Other types of technology can lighten the load of the current workforce, with an eye to reducing burnout and improving care. Reducing “pajama time”—hours providers spend working at home in excess of their regular workday—has consistently been a goal in healthcare.
Charting records often tops the list of least-liked tasks doctors perform. But Mary Beth Kingston, chief nursing officer for the Advocate Health system, says artificial intelligence (AI) tools known as ambient listening hear the conversation between the provider and patient and create a note that can be put in an electronic medical record. A provider can look at the note later and make any relevant changes. AI programs can also triage messages in a provider’s inbox to save time answering those emails.
“I think we are just going to have to be creative and automate more tasks, which is where I think a lot of effort is being put in today,” Kingston says. “We are seeing hospitals at home and remote monitoring.
We haven’t even really tapped into how we can marry technology with what healthcare providers bring to the table. And any type of automation that makes work more efficient allows providers to use more of their time taking care of patients.”
The Sky Is Not Falling
Many reports that come out tallying the number of U.S. healthcare providers that will be needed in the coming years are reminiscent of Chicken Little’s sky-is-falling. But people in the industry, like Kingston and Lin, agree the outlook isn’t as dire as it may sound.
The industry will have to look at shortage prediction areas and create strategies to address gaps.

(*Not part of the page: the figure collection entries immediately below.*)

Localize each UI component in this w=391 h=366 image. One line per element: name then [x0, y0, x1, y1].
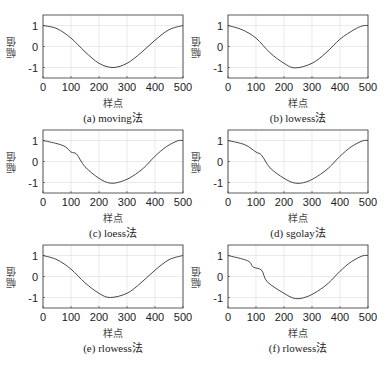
x-tick-label: 100 — [247, 81, 265, 93]
x-tick-label: 0 — [225, 81, 231, 93]
y-tick-label: 1 — [217, 20, 223, 32]
y-tick-label: 0 — [217, 156, 223, 168]
x-tick-label: 400 — [331, 196, 349, 208]
y-axis-label: 幅值 — [189, 151, 203, 173]
y-tick-label: -1 — [28, 62, 38, 74]
x-tick-label: 200 — [90, 311, 108, 323]
y-tick-label: 1 — [217, 250, 223, 262]
x-tick-label: 100 — [62, 311, 80, 323]
x-tick-label: 100 — [62, 196, 80, 208]
x-tick-label: 400 — [146, 311, 164, 323]
x-tick-label: 500 — [359, 81, 377, 93]
x-tick-label: 0 — [225, 196, 231, 208]
y-axis-label: 幅值 — [189, 266, 203, 288]
caption: (e) rlowess法 — [43, 339, 183, 355]
y-axis-label: 幅值 — [4, 36, 18, 58]
x-tick-label: 300 — [303, 81, 321, 93]
x-tick-label: 0 — [40, 311, 46, 323]
y-tick-label: 1 — [32, 250, 38, 262]
x-tick-label: 300 — [303, 196, 321, 208]
x-tick-label: 500 — [359, 196, 377, 208]
y-tick-label: 1 — [217, 135, 223, 147]
y-axis-label: 幅值 — [189, 36, 203, 58]
x-axis-label: 样点 — [43, 210, 183, 225]
x-axis-label: 样点 — [228, 210, 368, 225]
panel-c: 0100200300400500-101 幅值 样点 (c) loess法 — [0, 115, 195, 235]
x-axis-label: 样点 — [228, 325, 368, 340]
y-axis-label: 幅值 — [4, 151, 18, 173]
y-tick-label: 0 — [32, 271, 38, 283]
y-tick-label: -1 — [213, 177, 223, 189]
x-tick-label: 400 — [146, 196, 164, 208]
x-tick-label: 300 — [118, 81, 136, 93]
y-tick-label: 1 — [32, 20, 38, 32]
y-tick-label: 0 — [32, 41, 38, 53]
y-tick-label: -1 — [28, 292, 38, 304]
x-tick-label: 100 — [247, 196, 265, 208]
x-tick-label: 300 — [118, 196, 136, 208]
x-tick-label: 100 — [247, 311, 265, 323]
caption: (f) rlowess法 — [228, 339, 368, 355]
x-axis-label: 样点 — [43, 325, 183, 340]
data-line — [43, 140, 183, 183]
data-line — [228, 140, 368, 183]
y-tick-label: -1 — [213, 292, 223, 304]
x-tick-label: 100 — [62, 81, 80, 93]
x-tick-label: 200 — [275, 311, 293, 323]
x-tick-label: 0 — [40, 196, 46, 208]
panel-f: 0100200300400500-101 幅值 样点 (f) rlowess法 — [185, 230, 380, 350]
x-tick-label: 200 — [90, 81, 108, 93]
x-tick-label: 200 — [275, 81, 293, 93]
y-tick-label: -1 — [28, 177, 38, 189]
x-tick-label: 400 — [331, 81, 349, 93]
x-tick-label: 400 — [331, 311, 349, 323]
panel-d: 0100200300400500-101 幅值 样点 (d) sgolay法 — [185, 115, 380, 235]
panel-a: 0100200300400500-101 幅值 样点 (a) moving法 — [0, 0, 195, 120]
x-axis-label: 样点 — [43, 95, 183, 110]
x-tick-label: 300 — [118, 311, 136, 323]
x-tick-label: 0 — [225, 311, 231, 323]
y-tick-label: 0 — [217, 271, 223, 283]
panel-e: 0100200300400500-101 幅值 样点 (e) rlowess法 — [0, 230, 195, 350]
x-tick-label: 500 — [359, 311, 377, 323]
x-axis-label: 样点 — [228, 95, 368, 110]
y-tick-label: 1 — [32, 135, 38, 147]
x-tick-label: 400 — [146, 81, 164, 93]
panel-b: 0100200300400500-101 幅值 样点 (b) lowess法 — [185, 0, 380, 120]
data-line — [228, 255, 368, 298]
x-tick-label: 0 — [40, 81, 46, 93]
x-tick-label: 200 — [90, 196, 108, 208]
y-tick-label: -1 — [213, 62, 223, 74]
y-tick-label: 0 — [217, 41, 223, 53]
y-tick-label: 0 — [32, 156, 38, 168]
x-tick-label: 300 — [303, 311, 321, 323]
y-axis-label: 幅值 — [4, 266, 18, 288]
x-tick-label: 200 — [275, 196, 293, 208]
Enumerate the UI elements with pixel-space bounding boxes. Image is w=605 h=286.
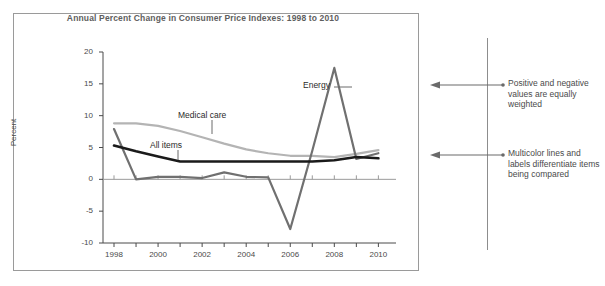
callout-arrow-positive-negative-head [430,81,440,88]
y-tick-label: 5 [67,143,93,152]
y-tick-label: -5 [67,206,93,215]
callout-text-multicolor: Multicolor lines and labels differentiat… [508,148,604,180]
y-tick-label: 20 [67,47,93,56]
line-chart-canvas [0,0,406,258]
callout-arrow-multicolor-head [430,151,440,158]
y-tick-label: 15 [67,79,93,88]
x-tick-label: 2010 [358,250,398,259]
x-tick-label: 2006 [270,250,310,259]
x-tick-label: 2000 [138,250,178,259]
series-label-energy: Energy [303,80,330,90]
x-tick-label: 1998 [94,250,134,259]
callout-text-positive-negative: Positive and negative values are equally… [508,78,604,110]
plot-area: Percent -10-5051015201998200020022004200… [0,0,406,258]
series-label-all-items: All items [150,140,182,150]
x-tick-label: 2004 [226,250,266,259]
y-tick-label: 10 [67,111,93,120]
y-tick-label: -10 [67,238,93,247]
x-tick-label: 2002 [182,250,222,259]
y-tick-label: 0 [67,174,93,183]
x-tick-label: 2008 [314,250,354,259]
series-label-medical-care: Medical care [178,110,226,120]
callout-rail [487,38,488,250]
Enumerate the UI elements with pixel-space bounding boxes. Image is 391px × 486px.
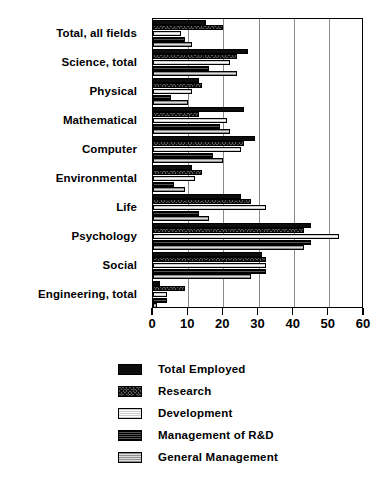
legend-item-4: General Management <box>118 446 378 468</box>
bar-7-1 <box>153 228 304 233</box>
category-axis-labels: Total, all fieldsScience, totalPhysicalM… <box>0 18 143 308</box>
bar-5-1 <box>153 170 202 175</box>
bar-1-4 <box>153 71 237 76</box>
bar-6-2 <box>153 205 266 210</box>
plot-area <box>152 18 363 308</box>
bar-group-2 <box>153 77 362 106</box>
legend-label-4: General Management <box>158 451 278 463</box>
bar-9-2 <box>153 292 167 297</box>
bar-0-1 <box>153 25 223 30</box>
bar-5-4 <box>153 187 185 192</box>
bar-8-2 <box>153 263 266 268</box>
bar-0-4 <box>153 42 192 47</box>
gray-swatch <box>118 452 142 463</box>
category-label-5: Environmental <box>56 172 137 184</box>
bar-7-0 <box>153 223 311 228</box>
x-axis-tick-labels: 0102030405060 <box>0 316 391 336</box>
solid-black-swatch <box>118 364 142 375</box>
dark-lines-swatch <box>118 430 142 441</box>
bar-6-1 <box>153 199 251 204</box>
chart-legend: Total EmployedResearchDevelopmentManagem… <box>118 358 378 468</box>
category-label-4: Computer <box>82 143 137 155</box>
x-tick-20 <box>222 308 223 315</box>
bar-5-3 <box>153 182 174 187</box>
bar-8-1 <box>153 257 266 262</box>
category-label-0: Total, all fields <box>56 27 137 39</box>
bar-group-5 <box>153 164 362 193</box>
bar-chart: Total, all fieldsScience, totalPhysicalM… <box>0 0 391 348</box>
bar-3-3 <box>153 124 220 129</box>
bar-0-3 <box>153 37 185 42</box>
x-tick-label-50: 50 <box>321 316 335 331</box>
bar-2-1 <box>153 83 202 88</box>
bar-4-4 <box>153 158 223 163</box>
bar-2-0 <box>153 78 199 83</box>
x-tick-label-40: 40 <box>285 316 299 331</box>
bar-4-0 <box>153 136 255 141</box>
bar-9-0 <box>153 281 160 286</box>
bar-8-4 <box>153 274 251 279</box>
bar-2-4 <box>153 100 188 105</box>
bar-0-0 <box>153 20 206 25</box>
x-tick-10 <box>187 308 188 315</box>
legend-label-0: Total Employed <box>158 363 246 375</box>
x-tick-label-10: 10 <box>180 316 194 331</box>
bar-1-1 <box>153 54 237 59</box>
x-tick-label-20: 20 <box>215 316 229 331</box>
bar-3-4 <box>153 129 230 134</box>
bars-layer <box>153 19 362 307</box>
bar-group-7 <box>153 222 362 251</box>
x-tick-50 <box>327 308 328 315</box>
bar-group-3 <box>153 106 362 135</box>
x-tick-30 <box>257 308 258 315</box>
category-label-2: Physical <box>90 85 137 97</box>
x-tick-label-60: 60 <box>356 316 370 331</box>
bar-group-6 <box>153 193 362 222</box>
bar-2-2 <box>153 89 192 94</box>
x-tick-40 <box>292 308 293 315</box>
bar-7-3 <box>153 240 311 245</box>
bar-4-2 <box>153 147 241 152</box>
x-tick-label-0: 0 <box>148 316 155 331</box>
bar-1-3 <box>153 66 209 71</box>
legend-item-0: Total Employed <box>118 358 378 380</box>
bar-7-2 <box>153 234 339 239</box>
category-label-9: Engineering, total <box>38 288 137 300</box>
bar-group-9 <box>153 280 362 309</box>
category-label-3: Mathematical <box>63 114 137 126</box>
category-label-8: Social <box>103 259 137 271</box>
crosshatch-swatch <box>118 386 142 397</box>
light-swatch <box>118 408 142 419</box>
bar-8-0 <box>153 252 262 257</box>
legend-item-3: Management of R&D <box>118 424 378 446</box>
category-label-1: Science, total <box>61 56 137 68</box>
bar-group-0 <box>153 19 362 48</box>
x-tick-label-30: 30 <box>250 316 264 331</box>
bar-5-0 <box>153 165 192 170</box>
legend-label-2: Development <box>158 407 232 419</box>
category-label-7: Psychology <box>71 230 137 242</box>
bar-3-2 <box>153 118 227 123</box>
bar-2-3 <box>153 95 171 100</box>
bar-9-1 <box>153 286 185 291</box>
bar-group-8 <box>153 251 362 280</box>
legend-label-3: Management of R&D <box>158 429 274 441</box>
legend-item-1: Research <box>118 380 378 402</box>
bar-8-3 <box>153 269 266 274</box>
bar-3-0 <box>153 107 244 112</box>
category-label-6: Life <box>116 201 137 213</box>
bar-7-4 <box>153 245 304 250</box>
bar-1-0 <box>153 49 248 54</box>
bar-group-1 <box>153 48 362 77</box>
bar-0-2 <box>153 31 181 36</box>
bar-group-4 <box>153 135 362 164</box>
bar-9-3 <box>153 298 167 303</box>
legend-label-1: Research <box>158 385 211 397</box>
x-tick-0 <box>151 308 152 315</box>
x-tick-60 <box>362 308 363 315</box>
bar-4-1 <box>153 141 244 146</box>
bar-5-2 <box>153 176 195 181</box>
bar-6-0 <box>153 194 241 199</box>
bar-4-3 <box>153 153 213 158</box>
bar-6-4 <box>153 216 209 221</box>
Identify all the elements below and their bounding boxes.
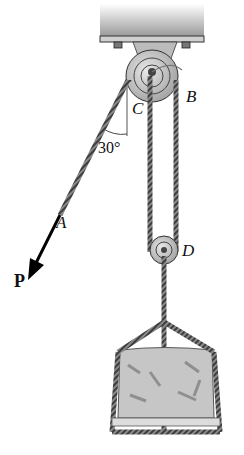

in those geographies. Some approaches will work in the near term like using incentives to get graduates to work in rural areas. Others will help over the long term, as schools actively recruit rural and diverse groups of students and try to lure second-career professionals into the field.
“In healthcare, we respond to the need,” Kingston says. “If we continue to do like we are doing today, we will have issues. It will require action, but I’m confident there are so many people in healthcare that care so deeply about what they do that we will all be able to work together to find solutions.